NASA Preparing to Deflect Massive Asteroid From Earth Collision
NASA is preparing to deflect the massive asteroid, Bennu, currently set on an Earthbound trajectory for the year 2135. This potential Earth impactor is about 1,600 feet long and may require a nuclear blast to disrupt its course.
The likelihood of Bennu hitting our planet is a 1-in-2700 chance, but when it comes to an asteroid that size, those odds are a bit too close for comfort. In the event of an impact, Bennu, would slam into the planet with 80,000 times the force of the nuclear bomb dropped on Hiroshima.
Depending on where it strikes, Bennu would blow a crater over a mile into the Earth’s crust, causing mega-tsunamis, fires, and likely a nuclear winter. The chances of our species surviving would be slim.
NASA is working proactively to nudge Bennu on a different course, as it gets more difficult to do so, the longer we wait. In conjunction with the National Nuclear Security Administration, NASA is working on a project proposal called HAMMER, the Hypervelocity Asteroid Mitigation Mission, to prevent humanity from sharing the same demise as the dinosaurs.
HAMMER is ideal for knocking large asteroids off course, especially those with a short timeframe for impacting Earth. Sound like the premise of the 1998 Michael Bay blockbuster, Armageddon?
But HAMMER is still just a hypothetical mission, funding for it hasn’t been approved and the use of nuclear weapons is rightfully a sensitive proposition. Scientists must exercise caution when employing nuclear weapons to break up asteroids, as blasting the rock into a multitude of smaller, radioactive meteorites might pose a greater risk.
The alternative to a nuclear armed probe is an “impactor,” like the one NASA used in its 2005 Deep Impact mission that successfully collided with the Tempel 1 comet. An impactor would push the asteroid off course, but this solution is only feasible for smaller asteroids.
In Sept. 2016, NASA deployed the probe, OSIRIS-Rex, to land on the surface of Bennu to collect and return samples to Earth for further study. The probe is scheduled to reach Bennu in August of this year and return to Earth in 2023.
Though Bennu may not hit us for another century or more, planning to mitigate its impact now could save future generations from having to deal with a potential catastrophe at the last minute. Though astrophysicists warn that we face a greater threat from impact by unseen objects.
The interstellar asteroid, Oumuamua, had a similar width as Bennu and wasn’t picked up on our radar until it was already on its way out of the solar system. The Chelyabinsk meteor also snuck under the radar, exploding in Earth’s lower atmosphere in 2013. The meteor exploded before it hit the ground and still injured 1,500 people.
NASA's Curiosity Rover May Have Found Fossils on Mars
For years, theorists have suggested that Mars once contained the necessary requirements to support life. Now, NASA’s Curiosity rover may have finally found indication of this from images showing what appear to be fossilized microbial structures.
Over the past five and a half years, NASA’s Curiosity rover has been mapping and imaging the Martian surface to gain more insight on the dusty planet. In addition to snapping pictures, the nomadic vehicle has been searching for signs of water, while also determining the viability for human colonization.
Scientists know that water once flowed on Mars and have been on a quest to discover whether it still does to this day. Aside from ice caps on the Martian poles, evidence of water in Mars’ past can be seen in dried lake beds, gullies, and what was once a large ocean in the planet’s topography.
In recent images of the Gillespie Lake outcrop, in the Yellowknife Bay area, Curiosity sent back pictures of small stick-like formations in a segment of sedimentary rock. To the untrained eye these formations might not appear to be much, but to a microbiologist who has studied microbially induced sedimentary structures (MISS), the pictures seem to have some profound implications.
Nora Noffke of Old Dominion University in Virgina meticulously compared the photo to instances of MISS on Earth and published a paper that has intrigued scientists at NASA. Though she’s hesitant to make any definitive claims, her paper provides some of the best evidence to date for indications of past lifeforms.
The stick-shaped markings aren’t actually considered to be fossils of microorganisms themselves, but rather fossils of their imprints.
Some have contested that these tubular markings are more likely crystals, rather than the footprint of microorganisms. In either case, the finding shows that the area once consisted of a body of water that had the elements needed to support life.
NASA is planning on sending another rover to Mars in 2020 that is nearly identical to Curiosity, with the goal of strictly searching for signs of previous life. Once collected, samples will be sent back to Earth from a small rocket deployed from the rover.
Scientists have recently found other signs of life on the red planet, including fluctuating levels of methane in the atmosphere. Some have proposed the idea that this gas may be coming from life below the surface.
On Earth, methane is produced from bacteria, primarily in the stomachs of animals and humans. Could there be bacteria, or life containing bacteria, producing that methane below the Martian surface?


Your result should be the lines holding the word "hand", copied from the entries below.

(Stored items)

####

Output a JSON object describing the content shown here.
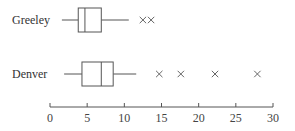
{
  "chart_data": {
    "type": "boxplot",
    "orientation": "horizontal",
    "title": "",
    "xlabel": "",
    "ylabel": "",
    "xlim": [
      0,
      30
    ],
    "xticks": [
      0,
      5,
      10,
      15,
      20,
      25,
      30
    ],
    "grid": false,
    "series": [
      {
        "name": "Greeley",
        "min": 1.6,
        "q1": 3.8,
        "median": 4.7,
        "q3": 6.9,
        "max": 10.6,
        "outliers": [
          12.5,
          13.6
        ]
      },
      {
        "name": "Denver",
        "min": 1.9,
        "q1": 4.3,
        "median": 6.9,
        "q3": 8.5,
        "max": 11.6,
        "outliers": [
          14.7,
          17.6,
          22.2,
          27.9
        ]
      }
    ],
    "outlier_marker": "x"
  },
  "labels": {
    "greeley": "Greeley",
    "denver": "Denver"
  },
  "axis": {
    "ticks": [
      "0",
      "5",
      "10",
      "15",
      "20",
      "25",
      "30"
    ]
  }
}
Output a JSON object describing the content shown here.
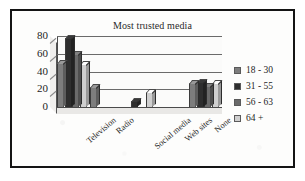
{
  "chart_data": {
    "type": "bar",
    "title": "Most trusted media",
    "xlabel": "",
    "ylabel": "",
    "ylim": [
      0,
      80
    ],
    "yticks": [
      0,
      20,
      40,
      60,
      80
    ],
    "grid": true,
    "legend_position": "right",
    "categories": [
      "Television",
      "Radio",
      "Social media",
      "Web sites",
      "None"
    ],
    "series": [
      {
        "name": "18 - 30",
        "color": "#7d7d7d",
        "values": [
          50,
          22,
          0,
          0,
          27
        ]
      },
      {
        "name": "31 - 55",
        "color": "#2e2e2e",
        "values": [
          78,
          0,
          7,
          0,
          28
        ]
      },
      {
        "name": "56 - 63",
        "color": "#6a6a6a",
        "values": [
          60,
          0,
          0,
          0,
          24
        ]
      },
      {
        "name": "64 +",
        "color": "#cfcfcf",
        "values": [
          48,
          0,
          17,
          0,
          27
        ]
      }
    ]
  },
  "legend": {
    "items": [
      {
        "label": "18 - 30"
      },
      {
        "label": "31 - 55"
      },
      {
        "label": "56 - 63"
      },
      {
        "label": "64 +"
      }
    ]
  }
}
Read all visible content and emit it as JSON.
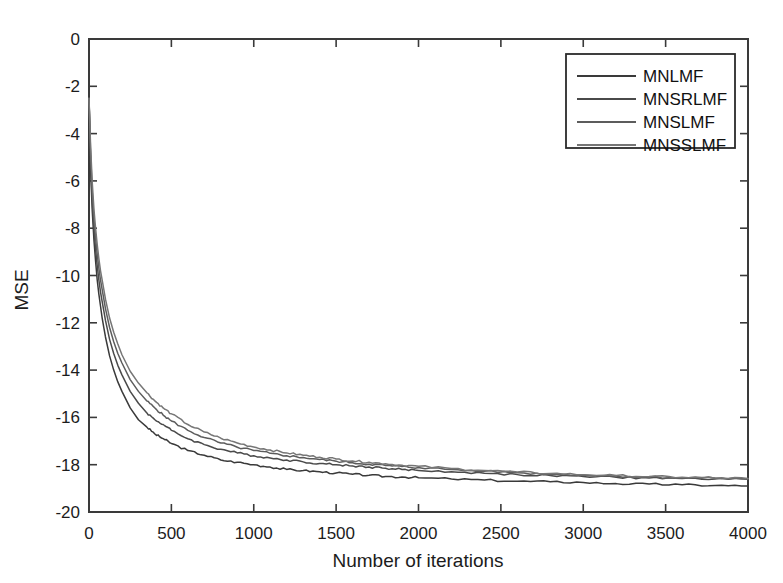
{
  "chart_data": {
    "type": "line",
    "title": "",
    "xlabel": "Number of iterations",
    "ylabel": "MSE",
    "xlim": [
      0,
      4000
    ],
    "ylim": [
      -20,
      0
    ],
    "xticks": [
      0,
      500,
      1000,
      1500,
      2000,
      2500,
      3000,
      3500,
      4000
    ],
    "xtick_labels": [
      "0",
      "500",
      "1000",
      "1500",
      "2000",
      "2500",
      "3000",
      "3500",
      "4000"
    ],
    "yticks": [
      0,
      -2,
      -4,
      -6,
      -8,
      -10,
      -12,
      -14,
      -16,
      -18,
      -20
    ],
    "ytick_labels": [
      "0",
      "-2",
      "-4",
      "-6",
      "-8",
      "-10",
      "-12",
      "-14",
      "-16",
      "-18",
      "-20"
    ],
    "grid": false,
    "legend_position": "upper right",
    "legend_entries": [
      "MNLMF",
      "MNSRLMF",
      "MNSLMF",
      "MNSSLMF"
    ],
    "x": [
      0,
      10,
      20,
      30,
      40,
      50,
      60,
      70,
      80,
      90,
      100,
      125,
      150,
      175,
      200,
      250,
      300,
      350,
      400,
      450,
      500,
      600,
      700,
      800,
      900,
      1000,
      1100,
      1200,
      1300,
      1400,
      1500,
      1600,
      1700,
      1800,
      1900,
      2000,
      2200,
      2400,
      2600,
      2800,
      3000,
      3200,
      3400,
      3600,
      3800,
      4000
    ],
    "series": [
      {
        "name": "MNLMF",
        "color": "#3a3a3a",
        "values": [
          -2.5,
          -5.6,
          -7.3,
          -8.5,
          -9.4,
          -10.2,
          -10.8,
          -11.3,
          -11.8,
          -12.2,
          -12.6,
          -13.4,
          -14.0,
          -14.5,
          -14.9,
          -15.6,
          -16.1,
          -16.4,
          -16.7,
          -16.9,
          -17.1,
          -17.4,
          -17.6,
          -17.8,
          -17.9,
          -18.0,
          -18.1,
          -18.2,
          -18.25,
          -18.3,
          -18.35,
          -18.4,
          -18.45,
          -18.5,
          -18.52,
          -18.55,
          -18.6,
          -18.65,
          -18.7,
          -18.72,
          -18.75,
          -18.8,
          -18.82,
          -18.85,
          -18.88,
          -18.9
        ]
      },
      {
        "name": "MNSRLMF",
        "color": "#4a4a4a",
        "values": [
          -2.5,
          -5.2,
          -6.9,
          -8.0,
          -8.9,
          -9.6,
          -10.2,
          -10.7,
          -11.1,
          -11.5,
          -11.9,
          -12.7,
          -13.3,
          -13.8,
          -14.2,
          -14.9,
          -15.4,
          -15.8,
          -16.1,
          -16.3,
          -16.55,
          -16.9,
          -17.15,
          -17.35,
          -17.5,
          -17.62,
          -17.72,
          -17.8,
          -17.88,
          -17.95,
          -18.0,
          -18.05,
          -18.1,
          -18.15,
          -18.2,
          -18.24,
          -18.3,
          -18.36,
          -18.42,
          -18.46,
          -18.5,
          -18.53,
          -18.56,
          -18.58,
          -18.6,
          -18.62
        ]
      },
      {
        "name": "MNSLMF",
        "color": "#5c5c5c",
        "values": [
          -2.5,
          -4.9,
          -6.5,
          -7.6,
          -8.4,
          -9.1,
          -9.7,
          -10.2,
          -10.6,
          -11.0,
          -11.4,
          -12.2,
          -12.8,
          -13.3,
          -13.7,
          -14.4,
          -14.9,
          -15.3,
          -15.6,
          -15.9,
          -16.15,
          -16.55,
          -16.85,
          -17.08,
          -17.26,
          -17.4,
          -17.52,
          -17.62,
          -17.7,
          -17.78,
          -17.85,
          -17.92,
          -17.98,
          -18.03,
          -18.08,
          -18.12,
          -18.2,
          -18.28,
          -18.34,
          -18.4,
          -18.44,
          -18.48,
          -18.52,
          -18.55,
          -18.57,
          -18.6
        ]
      },
      {
        "name": "MNSSLMF",
        "color": "#767676",
        "values": [
          -2.5,
          -4.6,
          -6.1,
          -7.2,
          -8.0,
          -8.7,
          -9.3,
          -9.8,
          -10.2,
          -10.6,
          -11.0,
          -11.8,
          -12.4,
          -12.9,
          -13.35,
          -14.05,
          -14.55,
          -14.95,
          -15.3,
          -15.6,
          -15.85,
          -16.3,
          -16.62,
          -16.88,
          -17.08,
          -17.25,
          -17.38,
          -17.5,
          -17.6,
          -17.68,
          -17.76,
          -17.84,
          -17.9,
          -17.96,
          -18.02,
          -18.07,
          -18.16,
          -18.24,
          -18.31,
          -18.37,
          -18.42,
          -18.46,
          -18.5,
          -18.53,
          -18.56,
          -18.58
        ]
      }
    ]
  }
}
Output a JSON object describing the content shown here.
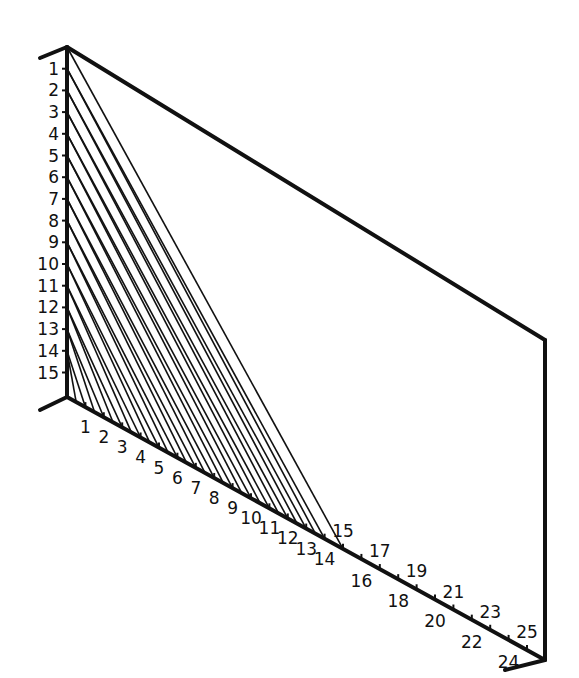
{
  "diagram": {
    "type": "string-art-parabolic-curve",
    "colors": {
      "ink": "#111111",
      "background": "#ffffff"
    },
    "vertical_axis": {
      "labels": [
        "1",
        "2",
        "3",
        "4",
        "5",
        "6",
        "7",
        "8",
        "9",
        "10",
        "11",
        "12",
        "13",
        "14",
        "15"
      ],
      "x": 67,
      "y_top": 47,
      "y_bottom": 397,
      "spacing": 21.7
    },
    "bottom_axis": {
      "labels": [
        "1",
        "2",
        "3",
        "4",
        "5",
        "6",
        "7",
        "8",
        "9",
        "10",
        "11",
        "12",
        "13",
        "14",
        "15",
        "16",
        "17",
        "18",
        "19",
        "20",
        "21",
        "22",
        "23",
        "24",
        "25"
      ],
      "start": [
        67,
        397
      ],
      "end": [
        545,
        660
      ],
      "dx": 18.4,
      "slope": 0.55
    },
    "frame": {
      "top_edge": [
        [
          67,
          47
        ],
        [
          545,
          340
        ]
      ],
      "right_edge": [
        [
          545,
          340
        ],
        [
          545,
          660
        ]
      ],
      "top_stub": [
        [
          40,
          58
        ],
        [
          67,
          47
        ]
      ],
      "bottom_left_stub": [
        [
          40,
          410
        ],
        [
          67,
          397
        ]
      ],
      "bottom_right_stub": [
        [
          505,
          670
        ],
        [
          545,
          660
        ]
      ]
    },
    "threads": "vertical point k connected to bottom point (15 - k)"
  }
}
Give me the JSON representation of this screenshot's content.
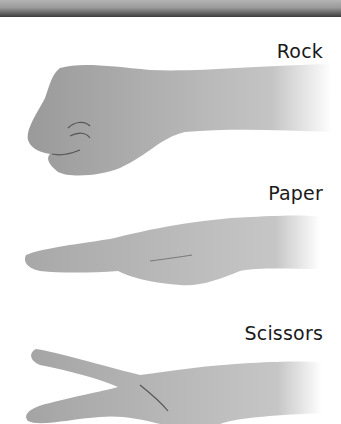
{
  "header": {
    "bar_colors": [
      "#b4b4b4",
      "#3c3c3c"
    ]
  },
  "gestures": [
    {
      "label": "Rock",
      "icon": "fist-hand-icon"
    },
    {
      "label": "Paper",
      "icon": "flat-hand-icon"
    },
    {
      "label": "Scissors",
      "icon": "v-sign-hand-icon"
    }
  ]
}
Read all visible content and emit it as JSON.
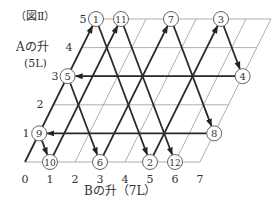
{
  "figure_label": "（図Ⅱ）",
  "y_axis": {
    "label": "Aの升",
    "capacity": "(5L)",
    "ticks": [
      "1",
      "2",
      "3",
      "4",
      "5"
    ]
  },
  "x_axis": {
    "label": "Bの升（7L）",
    "ticks": [
      "0",
      "1",
      "2",
      "3",
      "4",
      "5",
      "6",
      "7"
    ]
  },
  "grid": {
    "cols": 7,
    "rows": 5,
    "origin": [
      25,
      162
    ],
    "col_step_x": 25,
    "row_step_x": 14.2,
    "row_step_y": 28.6,
    "grid_color": "#9a9a9a",
    "path_color": "#2a2a2a"
  },
  "states": [
    {
      "n": "1",
      "b": 0,
      "a": 5
    },
    {
      "n": "2",
      "b": 5,
      "a": 0
    },
    {
      "n": "3",
      "b": 5,
      "a": 5
    },
    {
      "n": "4",
      "b": 7,
      "a": 3
    },
    {
      "n": "5",
      "b": 0,
      "a": 3
    },
    {
      "n": "6",
      "b": 3,
      "a": 0
    },
    {
      "n": "7",
      "b": 3,
      "a": 5
    },
    {
      "n": "8",
      "b": 7,
      "a": 1
    },
    {
      "n": "9",
      "b": 0,
      "a": 1
    },
    {
      "n": "10",
      "b": 1,
      "a": 0
    },
    {
      "n": "11",
      "b": 1,
      "a": 5
    },
    {
      "n": "12",
      "b": 6,
      "a": 0
    }
  ],
  "path": [
    [
      0,
      0
    ],
    [
      0,
      5
    ],
    [
      5,
      0
    ],
    [
      5,
      5
    ],
    [
      7,
      3
    ],
    [
      0,
      3
    ],
    [
      3,
      0
    ],
    [
      3,
      5
    ],
    [
      7,
      1
    ],
    [
      0,
      1
    ],
    [
      1,
      0
    ],
    [
      1,
      5
    ],
    [
      6,
      0
    ]
  ]
}
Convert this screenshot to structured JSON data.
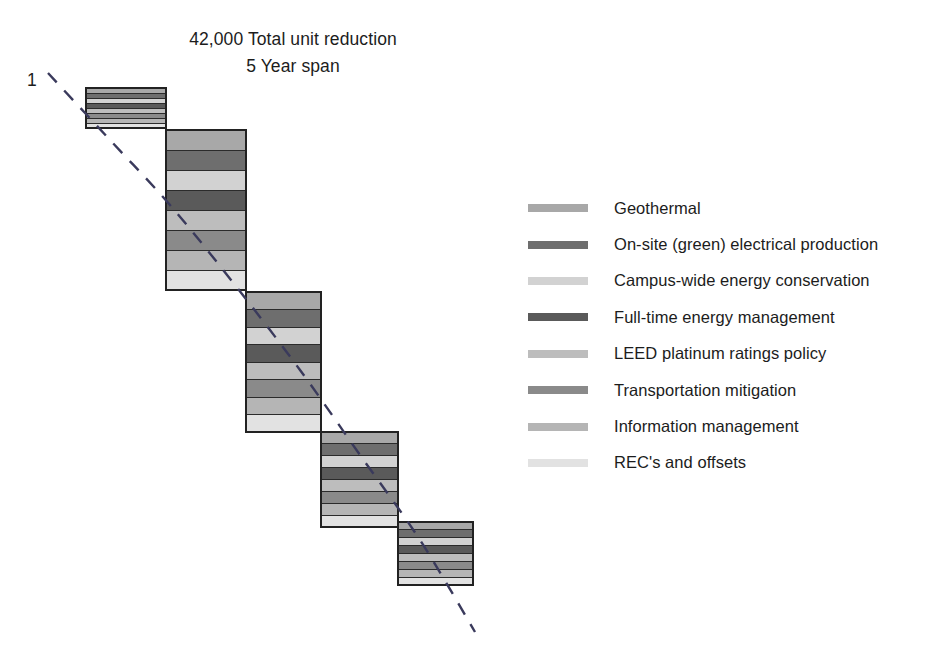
{
  "title": {
    "line1": "42,000 Total unit reduction",
    "line2": "5 Year span"
  },
  "axis": {
    "y_label": "1"
  },
  "legend": {
    "items": [
      {
        "label": "Geothermal",
        "color": "#a8a8a8"
      },
      {
        "label": "On-site (green) electrical production",
        "color": "#6e6e6e"
      },
      {
        "label": "Campus-wide energy conservation",
        "color": "#d2d2d2"
      },
      {
        "label": "Full-time energy management",
        "color": "#5a5a5a"
      },
      {
        "label": "LEED platinum ratings policy",
        "color": "#bdbdbd"
      },
      {
        "label": "Transportation mitigation",
        "color": "#8a8a8a"
      },
      {
        "label": "Information management",
        "color": "#b5b5b5"
      },
      {
        "label": "REC's and offsets",
        "color": "#e2e2e2"
      }
    ]
  },
  "chart_data": {
    "type": "bar",
    "subtitle": "5 Year span",
    "xlabel": "",
    "ylabel": "1",
    "grid": false,
    "legend_position": "right",
    "orientation": "vertical-stacked-descending-wedge",
    "categories": [
      "Year 1",
      "Year 2",
      "Year 3",
      "Year 4",
      "Year 5"
    ],
    "series": [
      {
        "name": "Geothermal",
        "color": "#a8a8a8",
        "values": [
          5,
          20,
          17.5,
          12,
          8
        ]
      },
      {
        "name": "On-site (green) electrical production",
        "color": "#6e6e6e",
        "values": [
          5,
          20,
          17.5,
          12,
          8
        ]
      },
      {
        "name": "Campus-wide energy conservation",
        "color": "#d2d2d2",
        "values": [
          5,
          20,
          17.5,
          12,
          8
        ]
      },
      {
        "name": "Full-time energy management",
        "color": "#5a5a5a",
        "values": [
          5,
          20,
          17.5,
          12,
          8
        ]
      },
      {
        "name": "LEED platinum ratings policy",
        "color": "#bdbdbd",
        "values": [
          5,
          20,
          17.5,
          12,
          8
        ]
      },
      {
        "name": "Transportation mitigation",
        "color": "#8a8a8a",
        "values": [
          5,
          20,
          17.5,
          12,
          8
        ]
      },
      {
        "name": "Information management",
        "color": "#b5b5b5",
        "values": [
          5,
          20,
          17.5,
          12,
          8
        ]
      },
      {
        "name": "REC's and offsets",
        "color": "#e2e2e2",
        "values": [
          5,
          20,
          17.5,
          12,
          8
        ]
      }
    ],
    "bar_totals": [
      40,
      160,
      140,
      95,
      63
    ],
    "bars_geometry": [
      {
        "x": 86,
        "y": 88,
        "width": 80,
        "height": 40
      },
      {
        "x": 166,
        "y": 130,
        "width": 80,
        "height": 160
      },
      {
        "x": 246,
        "y": 292,
        "width": 75,
        "height": 140
      },
      {
        "x": 321,
        "y": 432,
        "width": 77,
        "height": 95
      },
      {
        "x": 398,
        "y": 522,
        "width": 75,
        "height": 63
      }
    ],
    "reference_curve": {
      "style": "dashed",
      "color": "#3a3a5c",
      "points": [
        [
          48,
          73
        ],
        [
          110,
          140
        ],
        [
          170,
          205
        ],
        [
          235,
          285
        ],
        [
          300,
          370
        ],
        [
          360,
          455
        ],
        [
          420,
          540
        ],
        [
          475,
          632
        ]
      ]
    },
    "annotations": [
      {
        "text": "42,000 Total unit reduction",
        "position": "top-center"
      },
      {
        "text": "5 Year span",
        "position": "top-center"
      },
      {
        "text": "1",
        "position": "left-axis"
      }
    ]
  }
}
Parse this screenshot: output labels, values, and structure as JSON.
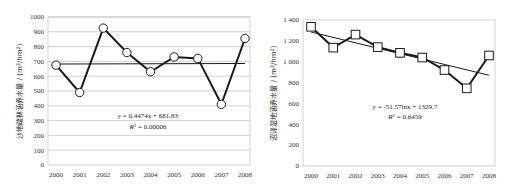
{
  "chart_data": [
    {
      "type": "line",
      "title": "",
      "xlabel": "",
      "ylabel": "沙地疏林涵养水量 / (m³/hm²)",
      "categories": [
        "2000",
        "2001",
        "2002",
        "2003",
        "2004",
        "2005",
        "2006",
        "2007",
        "2008"
      ],
      "series": [
        {
          "name": "沙地疏林涵养水量",
          "marker": "circle",
          "values": [
            675,
            490,
            925,
            760,
            630,
            730,
            720,
            410,
            855
          ]
        },
        {
          "name": "线性趋势",
          "type": "trendline",
          "values": [
            682.3,
            682.7,
            683.2,
            683.6,
            684.1,
            684.5,
            685.0,
            685.4,
            685.9
          ]
        }
      ],
      "yticks": [
        0,
        100,
        200,
        300,
        400,
        500,
        600,
        700,
        800,
        900,
        1000
      ],
      "ytick_labels": [
        "0",
        "100",
        "200",
        "300",
        "400",
        "500",
        "600",
        "700",
        "800",
        "900",
        "1000"
      ],
      "ylim": [
        0,
        1000
      ],
      "grid": true,
      "annotations": {
        "equation": "y = 0.4474x + 681.83",
        "r2_label": "R",
        "r2_value": "= 0.00006"
      }
    },
    {
      "type": "line",
      "title": "",
      "xlabel": "",
      "ylabel": "沼泽湿地涵养水量 / (m³/hm²)",
      "categories": [
        "2000",
        "2001",
        "2002",
        "2003",
        "2004",
        "2005",
        "2006",
        "2007",
        "2008"
      ],
      "series": [
        {
          "name": "沼泽湿地涵养水量",
          "marker": "square",
          "values": [
            1335,
            1135,
            1260,
            1140,
            1085,
            1040,
            920,
            745,
            1060
          ]
        },
        {
          "name": "对数趋势",
          "type": "trendline",
          "values": [
            1329.7,
            1294.0,
            1273.0,
            1258.2,
            1246.7,
            1237.3,
            1229.3,
            1222.5,
            1216.4
          ]
        }
      ],
      "yticks": [
        0,
        200,
        400,
        600,
        800,
        1000,
        1200,
        1400
      ],
      "ytick_labels": [
        "0",
        "200",
        "400",
        "600",
        "800",
        "1 000",
        "1 200",
        "1 400"
      ],
      "ylim": [
        0,
        1400
      ],
      "grid": false,
      "annotations": {
        "equation": "y = -51.57lnx + 1329.7",
        "r2_label": "R",
        "r2_value": "= 0.6459"
      }
    }
  ],
  "left": {
    "ylabel": "沙地疏林涵养水量 / (m³/hm²)",
    "ylabel_main": "沙地疏林涵养水量 / (m",
    "ylabel_sup": "3",
    "ylabel_mid": "/hm",
    "ylabel_sup2": "2",
    "ylabel_end": ")",
    "yticks": [
      "0",
      "100",
      "200",
      "300",
      "400",
      "500",
      "600",
      "700",
      "800",
      "900",
      "1000"
    ],
    "xticks": [
      "2000",
      "2001",
      "2002",
      "2003",
      "2004",
      "2005",
      "2006",
      "2007",
      "2008"
    ],
    "eq_y": "y",
    "eq_rest": " = 0.4474x + 681.83",
    "r2_R": "R",
    "r2_sup": "2",
    "r2_rest": " = 0.00006"
  },
  "right": {
    "ylabel": "沼泽湿地涵养水量 / (m³/hm²)",
    "ylabel_main": "沼泽湿地涵养水量 / (m",
    "ylabel_sup": "3",
    "ylabel_mid": "/hm",
    "ylabel_sup2": "2",
    "ylabel_end": ")",
    "yticks": [
      "0",
      "200",
      "400",
      "600",
      "800",
      "1 000",
      "1 200",
      "1 400"
    ],
    "xticks": [
      "2000",
      "2001",
      "2002",
      "2003",
      "2004",
      "2005",
      "2006",
      "2007",
      "2008"
    ],
    "eq_y": "y",
    "eq_rest": " = -51.57lnx + 1329.7",
    "r2_R": "R",
    "r2_sup": "2",
    "r2_rest": " = 0.6459"
  },
  "colors": {
    "line": "#1a1a1a",
    "grid": "#bdbdbd",
    "frame": "#c8c8c8",
    "marker_fill": "#ffffff"
  }
}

####

▶ _Response area_:
      "icon": "fist-hand-icon"
      "icon": "flat-hand-icon"
      "icon": "v-sign-hand-icon"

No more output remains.